- This article is about the marriage practice. For the botany term, see Sexual reproduction in plants.
The term polygamy (a Greek word meaning "the practice of multiple marriage") is used in related ways in social anthropology, sociobiology, sociology, as well as in popular speech. Polygamy can be defined as any "form of marriage in which a person [has] more than one spouse."[1]

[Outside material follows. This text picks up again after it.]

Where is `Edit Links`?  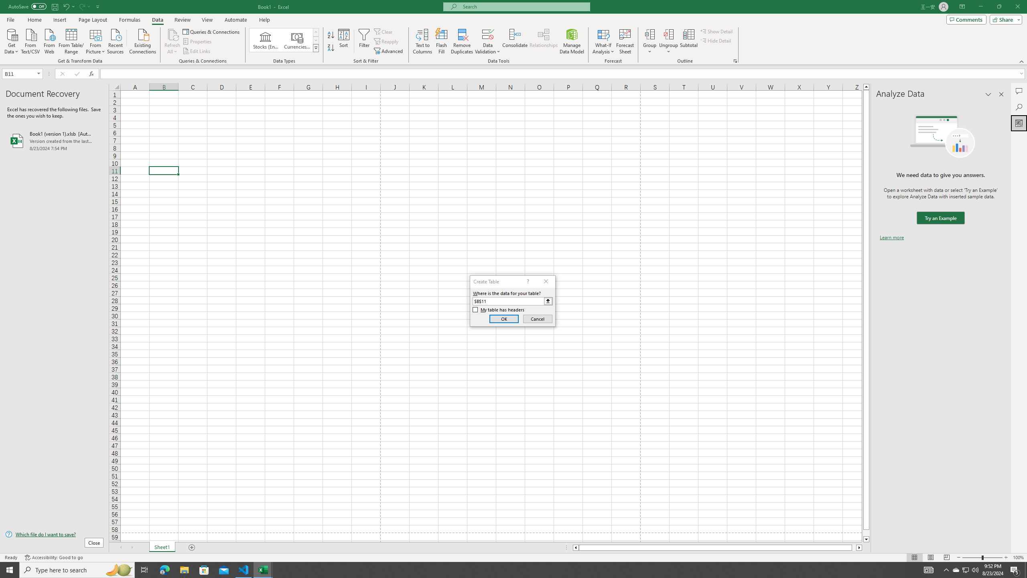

In social anthropology, polygamy is the practice of marriage to more than one spouse simultaneously. Historically, polygamy has been practiced as polygyny (one man having more than one wife), or as polyandry (one woman having more than one husband), or, less commonly as group marriage (husbands having many wives and those wives having many husbands). (See "Forms of Polygamy" below.) In contrast, monogamy is the practice of each person having only one spouse. Like monogamy, the term is often used in a de facto sense, applying regardless of whether the relationships are recognized by the state (see marriage for a discussion on the extent to which states can and do recognize potentially and actually polygamous forms as valid). In sociobiology, polygamy is used in a broad sense to mean any form of multiple mating. In a narrower sense, used by zoologists, polygamy includes a pair bond, perhaps temporary. In popular speech, polygamy is often mistakenly assumed to refer to polygyny alone rather than including the other forms, as more polygamous relationships in human historyPolygamy exists in three specific forms, including polygyny (one man having multiple wives), polyandry (one woman having multiple husbands), or group marriage (some combination of polygyny and polyandry). Historically, all three practices have been found, but polygyny is by far the most common.[2] Confusion arises when the broad term "polygamy" is used when a narrower definition is intended.